Ironically, MITI has spent more than a decade trying--and failing--to promote new business formation. Apparently, bureaucrats who regulate global enterprises have trouble giving birth to entrepreneurs. What’s more, why rock the boat during a rising tide? In the 1980s, it was easier to make money playing the stock market and real estate game than actually launching a new company.

But in terms of sheer entrepreneurial resources, Japan is superbly positioned in high technology, venture capital and business expertise. As for entrepreneurial successes, there’s a reason why Matsushita, Toyota and Honda have the names they do. In fact, Sony’s Akio Morita and Kyocera’s Kazuo Inamori are probably more global, more innovative and more entrepreneurial than most of their Silicon Valley counterparts.

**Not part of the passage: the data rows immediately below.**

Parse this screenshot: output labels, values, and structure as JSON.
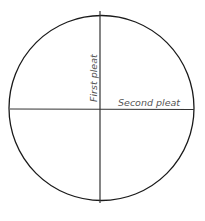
{
  "diagram": {
    "labels": {
      "first_pleat": "First pleat",
      "second_pleat": "Second pleat"
    },
    "colors": {
      "stroke": "#1a1a1a",
      "label": "#555555"
    }
  }
}
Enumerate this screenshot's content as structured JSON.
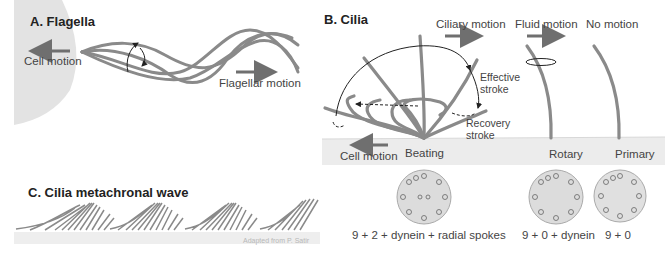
{
  "panel_a": {
    "title": "A. Flagella",
    "cell_motion_label": "Cell motion",
    "flagellar_motion_label": "Flagellar motion"
  },
  "panel_b": {
    "title": "B. Cilia",
    "ciliary_motion_label": "Ciliary motion",
    "fluid_motion_label": "Fluid motion",
    "no_motion_label": "No motion",
    "effective_stroke_label": [
      "Effective",
      "stroke"
    ],
    "recovery_stroke_label": [
      "Recovery",
      "stroke"
    ],
    "cell_motion_label": "Cell motion",
    "types": [
      {
        "name": "Beating",
        "structure": "9 + 2 + dynein + radial spokes"
      },
      {
        "name": "Rotary",
        "structure": "9 + 0 + dynein"
      },
      {
        "name": "Primary",
        "structure": "9 + 0"
      }
    ]
  },
  "panel_c": {
    "title": "C. Cilia metachronal wave",
    "credit": "Adapted from P. Satir"
  },
  "colors": {
    "cilium": "#8a8a8a",
    "cell_fill": "#e2e2e2",
    "surface_fill": "#ededed",
    "arrow": "#6f6f6f",
    "text": "#333333"
  }
}
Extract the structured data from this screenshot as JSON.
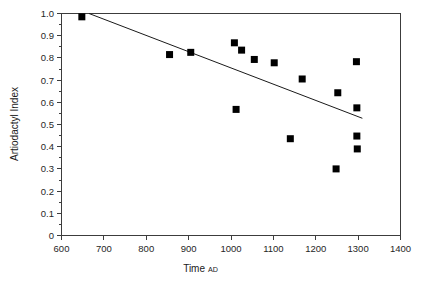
{
  "chart_data": {
    "type": "scatter",
    "title": "",
    "xlabel": "Time",
    "xlabel_suffix": "AD",
    "ylabel": "Artiodactyl Index",
    "xlim": [
      600,
      1400
    ],
    "ylim": [
      0,
      1.0
    ],
    "grid": false,
    "legend": null,
    "xticks": [
      600,
      700,
      800,
      900,
      1000,
      1100,
      1200,
      1300,
      1400
    ],
    "xtick_labels": [
      "600",
      "700",
      "800",
      "900",
      "1000",
      "1100",
      "1200",
      "1300",
      "1400"
    ],
    "yticks": [
      0,
      0.1,
      0.2,
      0.3,
      0.4,
      0.5,
      0.6,
      0.7,
      0.8,
      0.9,
      1.0
    ],
    "ytick_labels": [
      "0",
      "0.1",
      "0.2",
      "0.3",
      "0.4",
      "0.5",
      "0.6",
      "0.7",
      "0.8",
      "0.9",
      "1.0"
    ],
    "minor_yticks": [
      0.05,
      0.15,
      0.25,
      0.35,
      0.45,
      0.55,
      0.65,
      0.75,
      0.85,
      0.95
    ],
    "marker": "filled-square",
    "marker_color": "#000000",
    "points": [
      {
        "x": 648,
        "y": 0.985
      },
      {
        "x": 855,
        "y": 0.815
      },
      {
        "x": 905,
        "y": 0.825
      },
      {
        "x": 1008,
        "y": 0.868
      },
      {
        "x": 1012,
        "y": 0.568
      },
      {
        "x": 1025,
        "y": 0.835
      },
      {
        "x": 1055,
        "y": 0.793
      },
      {
        "x": 1102,
        "y": 0.778
      },
      {
        "x": 1140,
        "y": 0.436
      },
      {
        "x": 1168,
        "y": 0.705
      },
      {
        "x": 1248,
        "y": 0.3
      },
      {
        "x": 1252,
        "y": 0.643
      },
      {
        "x": 1296,
        "y": 0.783
      },
      {
        "x": 1297,
        "y": 0.575
      },
      {
        "x": 1297,
        "y": 0.448
      },
      {
        "x": 1298,
        "y": 0.39
      }
    ],
    "trend_line": {
      "x_start": 665,
      "y_start": 1.0,
      "x_end": 1310,
      "y_end": 0.528,
      "color": "#1a1a1a"
    }
  }
}
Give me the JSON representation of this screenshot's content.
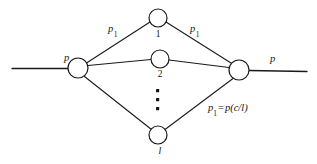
{
  "diagram": {
    "background_color": "#ffffff",
    "stroke_color": "#1a1a1a",
    "labels": {
      "p_left": "p",
      "p_right": "p",
      "p1_left": "p",
      "p1_left_sub": "1",
      "p1_right": "p",
      "p1_right_sub": "1",
      "node_top": "1",
      "node_middle": "2",
      "node_bottom": "l",
      "equation_lhs": "p",
      "equation_lhs_sub": "1",
      "equation_operator": "=",
      "equation_rhs": "p(c/l)"
    },
    "nodes": [
      {
        "id": "hub-left",
        "label": "",
        "cx": 78,
        "cy": 68,
        "r": 10
      },
      {
        "id": "branch-1",
        "label": "1",
        "cx": 158,
        "cy": 18,
        "r": 9
      },
      {
        "id": "branch-2",
        "label": "2",
        "cx": 160,
        "cy": 59,
        "r": 9
      },
      {
        "id": "branch-l",
        "label": "l",
        "cx": 158,
        "cy": 135,
        "r": 9
      },
      {
        "id": "hub-right",
        "label": "",
        "cx": 239,
        "cy": 70,
        "r": 10
      }
    ],
    "ellipsis_dots": 3
  }
}
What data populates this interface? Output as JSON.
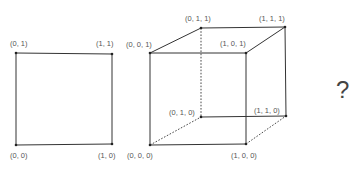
{
  "figures": [
    {
      "id": "square",
      "name": "unit-square",
      "vertices": [
        {
          "label": "(0, 1)",
          "x": 16,
          "y": 53,
          "lx": 10,
          "ly": 46
        },
        {
          "label": "(1, 1)",
          "x": 112,
          "y": 54,
          "lx": 96,
          "ly": 46
        },
        {
          "label": "(0, 0)",
          "x": 16,
          "y": 145,
          "lx": 10,
          "ly": 158
        },
        {
          "label": "(1, 0)",
          "x": 112,
          "y": 144,
          "lx": 98,
          "ly": 158
        }
      ],
      "edges": [
        {
          "from": 0,
          "to": 1,
          "dashed": false
        },
        {
          "from": 1,
          "to": 3,
          "dashed": false
        },
        {
          "from": 3,
          "to": 2,
          "dashed": false
        },
        {
          "from": 2,
          "to": 0,
          "dashed": false
        }
      ]
    },
    {
      "id": "cube",
      "name": "unit-cube",
      "vertices": [
        {
          "label": "(0, 0, 1)",
          "x": 150,
          "y": 53,
          "lx": 126,
          "ly": 47
        },
        {
          "label": "(0, 1, 1)",
          "x": 201,
          "y": 28,
          "lx": 185,
          "ly": 21
        },
        {
          "label": "(1, 1, 1)",
          "x": 285,
          "y": 27,
          "lx": 259,
          "ly": 21
        },
        {
          "label": "(1, 0, 1)",
          "x": 246,
          "y": 53,
          "lx": 220,
          "ly": 46
        },
        {
          "label": "(0, 0, 0)",
          "x": 150,
          "y": 145,
          "lx": 127,
          "ly": 158
        },
        {
          "label": "(0, 1, 0)",
          "x": 201,
          "y": 117,
          "lx": 169,
          "ly": 115
        },
        {
          "label": "(1, 1, 0)",
          "x": 286,
          "y": 116,
          "lx": 254,
          "ly": 113
        },
        {
          "label": "(1, 0, 0)",
          "x": 246,
          "y": 144,
          "lx": 231,
          "ly": 158
        }
      ],
      "edges": [
        {
          "from": 0,
          "to": 1,
          "dashed": false
        },
        {
          "from": 1,
          "to": 2,
          "dashed": false
        },
        {
          "from": 2,
          "to": 3,
          "dashed": false
        },
        {
          "from": 3,
          "to": 0,
          "dashed": false
        },
        {
          "from": 0,
          "to": 4,
          "dashed": false
        },
        {
          "from": 3,
          "to": 7,
          "dashed": false
        },
        {
          "from": 2,
          "to": 6,
          "dashed": false
        },
        {
          "from": 4,
          "to": 7,
          "dashed": false
        },
        {
          "from": 5,
          "to": 6,
          "dashed": false
        },
        {
          "from": 1,
          "to": 5,
          "dashed": true
        },
        {
          "from": 4,
          "to": 5,
          "dashed": true
        },
        {
          "from": 7,
          "to": 6,
          "dashed": true
        }
      ]
    }
  ],
  "question": {
    "text": "?",
    "x": 336,
    "y": 98
  }
}
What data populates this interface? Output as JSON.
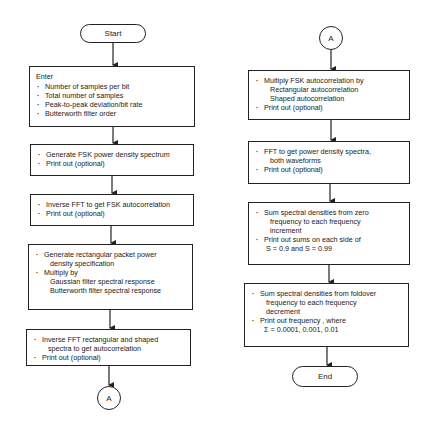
{
  "left_column": {
    "start": {
      "label": "Start"
    },
    "enter_box": {
      "title": "Enter",
      "items": [
        "Number of samples per bit",
        "Total number of samples",
        "Peak-to-peak deviation/bit rate",
        "Butterworth filter order"
      ]
    },
    "generate_fsk_box": {
      "items": [
        "Generate FSK power density spectrum",
        "Print out (optional)"
      ]
    },
    "inverse_fft_fsk_box": {
      "items": [
        "Inverse FFT to get FSK autocorrelation",
        "Print out (optional)"
      ]
    },
    "generate_rect_box": {
      "item1": "Generate rectangular packet power",
      "item1_cont": "density specification",
      "item2": "Multiply by",
      "item2_sub": [
        "Gaussian filter spectral response",
        "Butterworth filter spectral response"
      ]
    },
    "inverse_fft_rect_box": {
      "item1": "Inverse FFT rectangular and shaped",
      "item1_cont": "spectra to get autocorrelation",
      "item2": "Print out (optional)"
    },
    "connector": {
      "label": "A"
    }
  },
  "right_column": {
    "connector": {
      "label": "A"
    },
    "multiply_box": {
      "item1": "Multiply FSK autocorrelation by",
      "item1_sub": [
        "Rectangular autocorrelation",
        "Shaped autocorrelation"
      ],
      "item2": "Print out (optional)"
    },
    "fft_box": {
      "item1": "FFT to get power density spectra,",
      "item1_cont": "both waveforms",
      "item2": "Print out (optional)"
    },
    "sum_zero_box": {
      "item1": "Sum spectral densities from zero",
      "item1_cont": [
        "frequency to each frequency",
        "increment"
      ],
      "item2": "Print out sums on each side of",
      "item2_cont": "S = 0.9 and S = 0.99"
    },
    "sum_foldover_box": {
      "item1": "Sum spectral densities from foldover",
      "item1_cont": [
        "frequency to each frequency",
        "decrement"
      ],
      "item2": "Print out frequency , where",
      "item2_cont": "Σ = 0.0001, 0.001, 0.01"
    },
    "end": {
      "label": "End"
    }
  }
}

But it’s also no secret that Japan’s business culture and administrative infrastructures have long been biased against start-ups, spin-offs and new entrants to a marketplace. If top graduates of leading universities don’t go into government, they’re expected to join top-tier companies such as Sumitomo and Mitsui. To this very day, most university graduates hired by leading companies fully expect to be employed for life.

Until very recently, job hopping between corporations was regarded as a psychological aberration. Getting a keiretsu --a business group--to buy an innovative new product from a start-up or the spin-off of a traditional company is still extraordinarily difficult. Indeed, Kyocera’s Inamori likes to point out that he had to first sell his semiconductor packages to Texas Instruments before any Japanese companies would pay attention to him.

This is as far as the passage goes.